Expectations for BoE June rate cut hurt by lower than expected drop in UK inflation in April
Consumer prices in Britain rose by 2.3% year on year in April, in a sharp decline from 3.2% increase in March and hit the lowest in nearly three years (CPI was at 2.0% in July 2021) but missed expectations for 2.1% increase.
Month on month inflation rose by 0.3% last month, registering significant drop from 0.6% increase in March, but also missed forecast for 0.2% increase.
Core inflation, stripped for the most volatile food, energy and tobacco components, increased by 0.9% month on month in April, compared to 0.6% rise in March and overshot consensus for 0.7% increase.
Annualized core CPI was marginally down from 4.2% in March, showing increase of 3.9% last month and disappointed wide expectations for stronger slowdown (economists expected annualized core CPI to increase by 3.6% in April).
Services inflation, BoE’s key gauge of domestically generated price pressure, ticked down to 5.9% from 6.0% in March, while economists expected it to rise by 5.5%.

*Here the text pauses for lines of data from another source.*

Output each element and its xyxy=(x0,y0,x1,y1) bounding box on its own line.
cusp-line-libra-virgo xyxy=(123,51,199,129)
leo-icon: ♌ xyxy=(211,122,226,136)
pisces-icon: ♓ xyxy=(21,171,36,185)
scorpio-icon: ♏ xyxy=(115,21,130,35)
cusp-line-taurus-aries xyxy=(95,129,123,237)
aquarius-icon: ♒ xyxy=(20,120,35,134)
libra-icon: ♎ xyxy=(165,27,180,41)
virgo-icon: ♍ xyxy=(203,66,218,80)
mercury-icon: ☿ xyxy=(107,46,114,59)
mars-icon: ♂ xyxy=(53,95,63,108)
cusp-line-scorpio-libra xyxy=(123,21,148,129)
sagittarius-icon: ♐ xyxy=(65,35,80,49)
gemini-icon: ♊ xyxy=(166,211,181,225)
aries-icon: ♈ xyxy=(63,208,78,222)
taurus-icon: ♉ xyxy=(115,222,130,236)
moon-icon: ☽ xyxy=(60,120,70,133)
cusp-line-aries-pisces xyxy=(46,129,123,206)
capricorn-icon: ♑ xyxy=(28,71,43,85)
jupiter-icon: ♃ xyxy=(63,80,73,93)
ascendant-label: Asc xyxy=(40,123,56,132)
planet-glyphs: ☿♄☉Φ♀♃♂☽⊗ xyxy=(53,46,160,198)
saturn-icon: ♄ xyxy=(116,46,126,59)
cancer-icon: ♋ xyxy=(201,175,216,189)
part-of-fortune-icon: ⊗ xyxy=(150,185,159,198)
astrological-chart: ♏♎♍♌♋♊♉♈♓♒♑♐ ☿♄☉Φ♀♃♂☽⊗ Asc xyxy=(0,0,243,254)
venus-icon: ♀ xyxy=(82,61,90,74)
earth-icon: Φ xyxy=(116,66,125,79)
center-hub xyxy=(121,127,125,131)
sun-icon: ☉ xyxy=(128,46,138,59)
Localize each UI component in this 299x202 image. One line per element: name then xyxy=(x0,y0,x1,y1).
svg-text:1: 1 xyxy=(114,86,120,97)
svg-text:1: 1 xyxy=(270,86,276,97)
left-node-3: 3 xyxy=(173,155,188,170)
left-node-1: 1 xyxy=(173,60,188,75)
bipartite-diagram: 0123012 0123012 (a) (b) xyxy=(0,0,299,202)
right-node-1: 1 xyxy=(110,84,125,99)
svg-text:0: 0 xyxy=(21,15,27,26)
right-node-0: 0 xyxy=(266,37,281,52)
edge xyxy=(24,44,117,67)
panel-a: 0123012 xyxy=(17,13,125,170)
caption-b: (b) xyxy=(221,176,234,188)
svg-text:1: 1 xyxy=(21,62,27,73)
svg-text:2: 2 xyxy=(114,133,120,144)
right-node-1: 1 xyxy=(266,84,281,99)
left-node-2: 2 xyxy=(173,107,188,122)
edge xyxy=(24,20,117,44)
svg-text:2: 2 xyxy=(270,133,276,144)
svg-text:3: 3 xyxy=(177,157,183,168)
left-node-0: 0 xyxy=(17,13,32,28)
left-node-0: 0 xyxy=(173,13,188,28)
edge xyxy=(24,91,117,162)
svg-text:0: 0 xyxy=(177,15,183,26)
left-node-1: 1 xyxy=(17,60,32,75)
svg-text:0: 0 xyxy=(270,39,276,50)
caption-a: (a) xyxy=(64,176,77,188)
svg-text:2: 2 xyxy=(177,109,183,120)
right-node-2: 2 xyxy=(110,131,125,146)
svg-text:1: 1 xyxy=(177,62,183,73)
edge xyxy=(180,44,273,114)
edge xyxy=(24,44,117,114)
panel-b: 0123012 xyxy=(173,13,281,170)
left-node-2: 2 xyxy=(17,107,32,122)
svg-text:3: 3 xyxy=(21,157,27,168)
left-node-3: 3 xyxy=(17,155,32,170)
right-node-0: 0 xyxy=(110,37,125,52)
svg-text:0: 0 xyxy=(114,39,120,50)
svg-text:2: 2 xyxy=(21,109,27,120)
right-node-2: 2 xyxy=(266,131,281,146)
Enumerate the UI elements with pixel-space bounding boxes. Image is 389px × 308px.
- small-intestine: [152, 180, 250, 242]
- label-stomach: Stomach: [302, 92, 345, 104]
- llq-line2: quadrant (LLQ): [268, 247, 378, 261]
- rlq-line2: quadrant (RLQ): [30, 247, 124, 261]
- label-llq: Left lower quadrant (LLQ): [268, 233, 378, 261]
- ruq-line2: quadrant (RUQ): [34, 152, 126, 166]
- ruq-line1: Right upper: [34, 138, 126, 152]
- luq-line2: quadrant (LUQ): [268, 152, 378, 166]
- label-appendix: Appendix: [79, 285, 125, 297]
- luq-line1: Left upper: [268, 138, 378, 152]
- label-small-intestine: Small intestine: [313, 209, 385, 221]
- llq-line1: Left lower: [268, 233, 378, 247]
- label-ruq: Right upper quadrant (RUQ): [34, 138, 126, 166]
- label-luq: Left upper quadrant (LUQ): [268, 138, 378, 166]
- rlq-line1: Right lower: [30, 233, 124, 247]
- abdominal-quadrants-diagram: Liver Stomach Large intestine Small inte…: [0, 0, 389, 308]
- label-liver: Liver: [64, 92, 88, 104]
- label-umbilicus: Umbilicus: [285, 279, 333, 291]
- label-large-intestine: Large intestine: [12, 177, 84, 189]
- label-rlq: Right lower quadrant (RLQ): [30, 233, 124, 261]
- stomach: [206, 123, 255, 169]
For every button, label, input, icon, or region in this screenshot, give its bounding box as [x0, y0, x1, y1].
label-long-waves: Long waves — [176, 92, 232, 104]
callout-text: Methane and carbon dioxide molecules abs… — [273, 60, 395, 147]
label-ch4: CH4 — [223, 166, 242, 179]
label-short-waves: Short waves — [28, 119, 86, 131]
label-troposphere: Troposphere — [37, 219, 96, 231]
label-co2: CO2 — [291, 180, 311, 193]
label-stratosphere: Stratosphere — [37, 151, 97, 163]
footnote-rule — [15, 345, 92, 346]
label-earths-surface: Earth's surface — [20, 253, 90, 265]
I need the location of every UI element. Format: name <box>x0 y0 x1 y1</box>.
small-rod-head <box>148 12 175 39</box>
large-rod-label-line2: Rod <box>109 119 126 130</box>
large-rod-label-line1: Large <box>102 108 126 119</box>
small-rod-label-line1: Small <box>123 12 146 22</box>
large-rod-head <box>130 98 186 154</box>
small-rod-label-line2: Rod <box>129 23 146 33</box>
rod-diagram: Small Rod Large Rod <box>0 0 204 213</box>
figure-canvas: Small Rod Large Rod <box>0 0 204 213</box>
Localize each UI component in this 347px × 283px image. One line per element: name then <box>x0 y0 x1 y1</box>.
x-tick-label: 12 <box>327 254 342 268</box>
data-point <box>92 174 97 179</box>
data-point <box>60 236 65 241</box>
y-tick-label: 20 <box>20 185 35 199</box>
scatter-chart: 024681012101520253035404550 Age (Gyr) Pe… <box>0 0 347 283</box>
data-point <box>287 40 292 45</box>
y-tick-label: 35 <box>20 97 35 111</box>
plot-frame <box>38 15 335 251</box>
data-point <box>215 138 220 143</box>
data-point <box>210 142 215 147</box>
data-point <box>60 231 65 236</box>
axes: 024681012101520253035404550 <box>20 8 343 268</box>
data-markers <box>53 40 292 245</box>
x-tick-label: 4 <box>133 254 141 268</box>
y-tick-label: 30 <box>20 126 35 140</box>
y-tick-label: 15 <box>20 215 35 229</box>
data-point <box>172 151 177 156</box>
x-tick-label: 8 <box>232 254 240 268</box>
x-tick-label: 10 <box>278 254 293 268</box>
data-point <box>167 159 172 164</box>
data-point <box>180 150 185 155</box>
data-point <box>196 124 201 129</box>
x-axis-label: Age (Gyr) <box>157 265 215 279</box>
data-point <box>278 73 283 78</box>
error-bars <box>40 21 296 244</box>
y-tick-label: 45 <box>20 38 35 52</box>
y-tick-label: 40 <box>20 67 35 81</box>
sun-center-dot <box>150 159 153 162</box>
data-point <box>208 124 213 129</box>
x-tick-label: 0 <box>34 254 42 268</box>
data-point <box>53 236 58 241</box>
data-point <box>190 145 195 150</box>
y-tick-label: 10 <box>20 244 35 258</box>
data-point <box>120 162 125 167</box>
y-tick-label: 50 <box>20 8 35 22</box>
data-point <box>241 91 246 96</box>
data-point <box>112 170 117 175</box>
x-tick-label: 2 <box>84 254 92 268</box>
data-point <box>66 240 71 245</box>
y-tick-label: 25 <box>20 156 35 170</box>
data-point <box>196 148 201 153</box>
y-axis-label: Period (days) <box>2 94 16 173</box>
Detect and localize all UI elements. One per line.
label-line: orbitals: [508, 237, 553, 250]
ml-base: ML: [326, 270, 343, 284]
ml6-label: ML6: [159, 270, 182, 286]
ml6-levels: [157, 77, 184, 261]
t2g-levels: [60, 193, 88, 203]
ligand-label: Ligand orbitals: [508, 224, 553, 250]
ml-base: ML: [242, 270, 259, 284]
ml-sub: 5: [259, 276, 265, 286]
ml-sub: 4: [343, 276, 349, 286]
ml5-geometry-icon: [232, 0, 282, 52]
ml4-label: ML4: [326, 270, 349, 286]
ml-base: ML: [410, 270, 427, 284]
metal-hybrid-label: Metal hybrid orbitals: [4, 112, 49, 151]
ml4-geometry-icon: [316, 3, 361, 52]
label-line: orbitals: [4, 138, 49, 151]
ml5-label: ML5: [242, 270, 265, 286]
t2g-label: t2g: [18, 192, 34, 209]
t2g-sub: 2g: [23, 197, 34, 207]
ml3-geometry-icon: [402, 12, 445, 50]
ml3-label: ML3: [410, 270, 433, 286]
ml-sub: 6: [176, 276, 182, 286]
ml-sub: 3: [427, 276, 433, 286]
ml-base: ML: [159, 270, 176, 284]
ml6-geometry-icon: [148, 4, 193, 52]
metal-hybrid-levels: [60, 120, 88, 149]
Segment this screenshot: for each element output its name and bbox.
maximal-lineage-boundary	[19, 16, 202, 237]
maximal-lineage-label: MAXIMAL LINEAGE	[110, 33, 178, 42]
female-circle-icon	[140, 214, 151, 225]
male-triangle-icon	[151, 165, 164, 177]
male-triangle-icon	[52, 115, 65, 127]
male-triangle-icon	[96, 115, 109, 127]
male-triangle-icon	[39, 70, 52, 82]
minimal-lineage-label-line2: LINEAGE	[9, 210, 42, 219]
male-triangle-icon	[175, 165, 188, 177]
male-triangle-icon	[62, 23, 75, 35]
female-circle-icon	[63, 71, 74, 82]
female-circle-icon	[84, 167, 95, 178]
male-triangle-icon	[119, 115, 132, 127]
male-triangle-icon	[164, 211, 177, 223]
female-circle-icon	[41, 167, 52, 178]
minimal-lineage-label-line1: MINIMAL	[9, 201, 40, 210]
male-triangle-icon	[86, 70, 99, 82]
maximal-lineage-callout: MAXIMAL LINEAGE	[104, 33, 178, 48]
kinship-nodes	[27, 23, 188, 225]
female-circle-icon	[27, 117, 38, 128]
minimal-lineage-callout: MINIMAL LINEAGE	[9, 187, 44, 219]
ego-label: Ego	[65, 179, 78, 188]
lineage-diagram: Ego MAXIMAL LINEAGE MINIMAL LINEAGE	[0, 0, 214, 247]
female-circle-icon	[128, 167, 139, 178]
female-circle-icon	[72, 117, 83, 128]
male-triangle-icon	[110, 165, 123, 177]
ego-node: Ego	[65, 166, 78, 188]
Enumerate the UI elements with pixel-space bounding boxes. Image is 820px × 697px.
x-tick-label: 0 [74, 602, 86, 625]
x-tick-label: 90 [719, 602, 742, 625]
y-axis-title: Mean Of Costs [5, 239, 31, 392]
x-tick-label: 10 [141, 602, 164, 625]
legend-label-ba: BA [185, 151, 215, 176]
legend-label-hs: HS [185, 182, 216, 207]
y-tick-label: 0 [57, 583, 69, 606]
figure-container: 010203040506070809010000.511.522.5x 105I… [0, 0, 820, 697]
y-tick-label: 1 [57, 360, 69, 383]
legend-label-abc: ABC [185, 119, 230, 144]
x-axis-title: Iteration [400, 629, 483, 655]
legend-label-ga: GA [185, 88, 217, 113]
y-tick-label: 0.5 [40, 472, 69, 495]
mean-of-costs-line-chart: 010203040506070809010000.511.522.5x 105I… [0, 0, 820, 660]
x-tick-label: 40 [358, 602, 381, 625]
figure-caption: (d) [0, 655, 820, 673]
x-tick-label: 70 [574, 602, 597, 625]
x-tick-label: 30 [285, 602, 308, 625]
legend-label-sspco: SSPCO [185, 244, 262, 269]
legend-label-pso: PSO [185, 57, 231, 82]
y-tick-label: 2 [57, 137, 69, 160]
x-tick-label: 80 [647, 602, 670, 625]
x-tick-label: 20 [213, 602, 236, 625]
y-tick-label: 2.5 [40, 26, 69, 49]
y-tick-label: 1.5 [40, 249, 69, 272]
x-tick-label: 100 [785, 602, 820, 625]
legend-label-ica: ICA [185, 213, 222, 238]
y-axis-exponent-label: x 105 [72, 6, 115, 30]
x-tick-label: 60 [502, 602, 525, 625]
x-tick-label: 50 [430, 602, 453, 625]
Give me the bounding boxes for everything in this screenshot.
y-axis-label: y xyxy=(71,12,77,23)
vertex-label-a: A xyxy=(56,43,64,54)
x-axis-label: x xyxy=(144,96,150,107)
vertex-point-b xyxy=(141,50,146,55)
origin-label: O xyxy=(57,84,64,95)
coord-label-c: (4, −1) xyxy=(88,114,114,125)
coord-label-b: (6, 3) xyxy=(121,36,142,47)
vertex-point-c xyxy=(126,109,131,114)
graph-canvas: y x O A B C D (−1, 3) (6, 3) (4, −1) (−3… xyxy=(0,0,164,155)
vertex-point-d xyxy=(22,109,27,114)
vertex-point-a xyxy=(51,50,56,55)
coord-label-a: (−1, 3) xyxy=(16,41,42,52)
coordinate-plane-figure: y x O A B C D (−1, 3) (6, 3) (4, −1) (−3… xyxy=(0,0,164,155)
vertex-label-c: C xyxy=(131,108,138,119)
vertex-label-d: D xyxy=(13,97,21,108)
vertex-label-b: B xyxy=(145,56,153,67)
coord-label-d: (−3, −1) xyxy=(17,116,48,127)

Smaller than expected drop in inflation last month, persistently elevated core measure and much higher than expected services inflation, generate fresh negative signals and darken outlook for a rate cut in June, while the latest disappointing data also negatively impact the position of Prime Minister Sunak, ahead of election this year.
The position of the Bank of England became weaker after today’s data, which pushed the central bank one step behind on its way to bring inflation back to 2% target and also hurt bets for June rate cut, as disappointing numbers added to concerns of policymakers that growth in wages would further fuel inflationary pressures, despite the recent data from UK labor sector were in a way mixed.
Although that the latest UK CPI data show that Britain has a lower rate of inflation than the United States and a number of G7 countries, Britain keeps poor rank among the number of Western economies for its inflation record in past couple of years.
British pound jumped to the highest in two months against the US dollar, in immediate reaction to the economic data, which added to hawkish stance and revived the prospect that the British policymakers may opt for unchanged policy in June.
Cable cracked important technical barrier, though sustained break remains required to confirm fresh positive signal of continuation of a larger uptrend.